Sunday, August 21, 2022

TSPGH: Carrie Blast Furnace Open House


If there's anything That's So Pittsburgh, it's an iron or steel mill. August is the season of community days around here, so an open house at the Carrie Blast Furnaces was par for the course. Turnout was excellent despite or because of the hot and sunny weather. Free attendance included snacks, water, a guided tour, and making a poured-iron keepsake. There was a black-smith demonstration, an interactive spray-paint station, and a musician (the fiddler had been replaced by a classical guitarist by the time my tour had ended).



The Carrie Blast Furnaces were started by two brothers in the 1880s and named for their younger sister, Carrie. Naming a furnace for a woman in the family was considered less self-aggrandizing and better luck than naming it for the man who owned it. See also: Dorothy, Isabella, Joanna, etc.


This is #7. You can see that it is partially torn down. After the mill closed, Park Corp. acquired the land in 1988 and started razing everything for a development, but in 2006 Allegheny County purchased it, and now Rivers of Steel maintains the site.


Historian Jaquan Carter explaining how it took 4 tons of iron ore, coke, and limestone to make 1 ton of iron. The big tan tents in the background are left over from a movie about a prison that was recently filmed there.


The furnaces were 1,400 degrees inside (hot enough to combust nature gas), and 150-300 degrees outside, depending where you stood. Certain tasks required wooden clogs, because rubber shoes would melt.


Carrie made iron for about a century, from 1882 to 1978. The iron became steel that went into the Empire State Building, the battleship Missouri, the Sears Tower, the Golden Gate Bridge and the Alaska oil pipeline. 



Urban adventurers love the place. Some of them tagged the buildings. Rivers of Steel now commissions graffiti artists to produce works of art.


 In 1898, Andrew Carnegie acquired the iron mill as part of the vertical integration for his steel mill across the river. Carrie became part of U.S. Steel in 1907.



If the paint job on that locomotive looks new, that's because it is!


This contraption was built in 1927 to empty a train core of ore in minutes to hours. It used to take men with buckets and shovels hours to days to do the same by hand. This mechanization cost some jobs, but by the 1960s, 3,000 men per day worked 12-hour shifts to maximize efficiency.


Abandoned empty can of pop. There were some impressive spider webs; the photo doesn't do it justice.



The so-called "money shot" of the furnaces; I like mine from below with the swirling clouds above better.


This is a shot of the famous "Carrie Deer," which was NOT commissioned. Back in 1997, a group of 7 artists used materials found on the site to construct an owl. Locals apparently thought it was part of some satanic rite (?!) and tore it down. The artists then made this stag head, which has not only been allowed to stand, but some people rent the courtyard to get married under it.


When the furnaces finally cooled, Nature came back to the site. Rivers of Steel offers "iron garden" tours with a botanist about the plants and animals that now live here. They tolerate some "invasive" species because those help clean the air and soil. This is a rocking horse statue.


Photographers love to come take photographs of the old machinery. The light is very interesting: the blue photo was taken without a filter. Then I walked around the oven to take the next photo, which is probably my favorite of the day (it is lightly touched up with a Honey filter).


I knew that the closure of the steel mills was an economic travesty for Pittsburgh, but I hadn't fully realized how preventable it was. The reason these ruins stand as a national landmark to pre-WWII iron-making technology is because U.S. Steel stopped upgrading the plant after the 1930s. The heroic and dangerous work done here fed families and generated hundreds of supporting businesses, but it claimed an average of 1 life per day, destroyed the environment, and was 2 generations out of date by the time Germany and Asia became major producers of iron and steel.


More cool metal working; part of the alarm system of sirens and lights that alerted the factory and the neighborhood that the furnace was about to be opened. It went off every 4-6 hours around the clock, when the foreman peeped inside and determined that the mixture was mature. At the mill's busiest, each furnace made ~1,000 tons of iron per day.

The molten iron flowed out of the hole in the center down these channels into "torpedo cars" (named for their shape), which transported it over the Hot Metal Bridge* to the steel mill across the Monongahela River. *There are two of these in Pittsburgh, only one of which is still in use for cars, bikes, and pedestrians. This one isn't connected to anything anymore.


Hephaestus, the Greek God of fire


I noticed this little VW bus sitting among the scrap.


Old rail and bricks in a storage shed.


_WORK ITEM_:
Every entry must reappear in your answer exactly as written, though its pictures must not.

_DATA_:
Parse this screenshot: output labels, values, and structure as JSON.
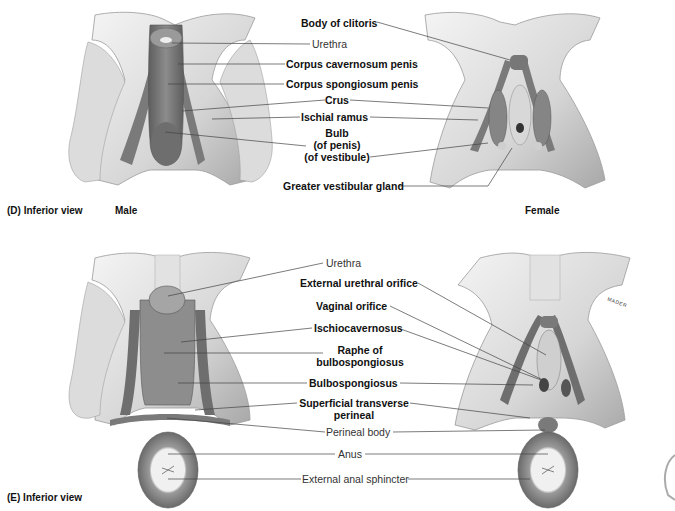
{
  "panel_d": {
    "caption": "(D) Inferior view",
    "male_label": "Male",
    "female_label": "Female",
    "labels": {
      "body_of_clitoris": "Body of clitoris",
      "urethra": "Urethra",
      "corpus_cavernosum": "Corpus cavernosum penis",
      "corpus_spongiosum": "Corpus spongiosum penis",
      "crus": "Crus",
      "ischial_ramus": "Ischial ramus",
      "bulb_line1": "Bulb",
      "bulb_line2": "(of penis)",
      "bulb_line3": "(of vestibule)",
      "greater_vestibular_gland": "Greater vestibular gland"
    }
  },
  "panel_e": {
    "caption": "(E) Inferior view",
    "signature": "MADER",
    "labels": {
      "urethra": "Urethra",
      "external_urethral_orifice": "External urethral orifice",
      "vaginal_orifice": "Vaginal orifice",
      "ischiocavernosus": "Ischiocavernosus",
      "raphe_line1": "Raphe of",
      "raphe_line2": "bulbospongiosus",
      "bulbospongiosus": "Bulbospongiosus",
      "superficial_line1": "Superficial transverse",
      "superficial_line2": "perineal",
      "perineal_body": "Perineal body",
      "anus": "Anus",
      "external_anal_sphincter": "External anal sphincter"
    }
  },
  "colors": {
    "bone_light": "#e6e6e6",
    "bone_mid": "#c8c8c8",
    "bone_shadow": "#9a9a9a",
    "tissue_dark": "#6e6e6e",
    "tissue_mid": "#8a8a8a",
    "leader_line": "#444444"
  }
}
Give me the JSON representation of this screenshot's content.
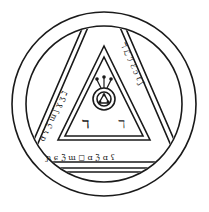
{
  "figure": {
    "kind": "magical seal line drawing",
    "colors": {
      "ink": "#1a1a1a",
      "paper": "#ffffff"
    },
    "outer_circle": {
      "cx": 104,
      "cy": 104,
      "r": 92
    },
    "inner_circle": {
      "cx": 104,
      "cy": 104,
      "r": 78
    },
    "center_emblem": {
      "cx": 104,
      "cy": 92,
      "r_outer": 11,
      "r_inner": 7
    },
    "inner_glyphs": [
      "ℸ",
      "ℸ"
    ],
    "left_band_glyphs": "ɑ ʕ ℨ ɯ ʃ ɣ ʒ ℷ",
    "right_band_glyphs": "ℸ ℒ ℐ ℰ ɔ ℓ ʃ",
    "bottom_band_glyphs": "ɲ ɕ ℨ ɯ ◻ ɑ ℨ ɑ ʕ"
  }
}
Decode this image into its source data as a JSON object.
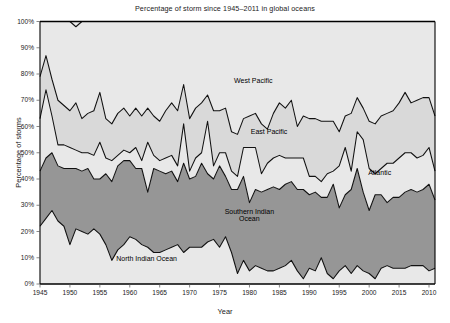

_SOLUTION TO THE EXERCISE_:
Parse this screenshot: output labels, values, and structure as JSON.
{
  "panel_d": {
    "caption": "(D) Inferior view",
    "male_label": "Male",
    "female_label": "Female",
    "labels": {
      "body_of_clitoris": "Body of clitoris",
      "urethra": "Urethra",
      "corpus_cavernosum": "Corpus cavernosum penis",
      "corpus_spongiosum": "Corpus spongiosum penis",
      "crus": "Crus",
      "ischial_ramus": "Ischial ramus",
      "bulb_line1": "Bulb",
      "bulb_line2": "(of penis)",
      "bulb_line3": "(of vestibule)",
      "greater_vestibular_gland": "Greater vestibular gland"
    }
  },
  "panel_e": {
    "caption": "(E) Inferior view",
    "signature": "MADER",
    "labels": {
      "urethra": "Urethra",
      "external_urethral_orifice": "External urethral orifice",
      "vaginal_orifice": "Vaginal orifice",
      "ischiocavernosus": "Ischiocavernosus",
      "raphe_line1": "Raphe of",
      "raphe_line2": "bulbospongiosus",
      "bulbospongiosus": "Bulbospongiosus",
      "superficial_line1": "Superficial transverse",
      "superficial_line2": "perineal",
      "perineal_body": "Perineal body",
      "anus": "Anus",
      "external_anal_sphincter": "External anal sphincter"
    }
  },
  "colors": {
    "bone_light": "#e6e6e6",
    "bone_mid": "#c8c8c8",
    "bone_shadow": "#9a9a9a",
    "tissue_dark": "#6e6e6e",
    "tissue_mid": "#8a8a8a",
    "leader_line": "#444444"
  }
}
Give me the JSON representation of this screenshot's content.
{
  "figure": {
    "kind": "magical seal line drawing",
    "colors": {
      "ink": "#1a1a1a",
      "paper": "#ffffff"
    },
    "outer_circle": {
      "cx": 104,
      "cy": 104,
      "r": 92
    },
    "inner_circle": {
      "cx": 104,
      "cy": 104,
      "r": 78
    },
    "center_emblem": {
      "cx": 104,
      "cy": 92,
      "r_outer": 11,
      "r_inner": 7
    },
    "inner_glyphs": [
      "ℸ",
      "ℸ"
    ],
    "left_band_glyphs": "ɑ ʕ ℨ ɯ ʃ ɣ ʒ ℷ",
    "right_band_glyphs": "ℸ ℒ ℐ ℰ ɔ ℓ ʃ",
    "bottom_band_glyphs": "ɲ ɕ ℨ ɯ ◻ ɑ ℨ ɑ ʕ"
  }
}
Decode this image into its source data as a JSON object.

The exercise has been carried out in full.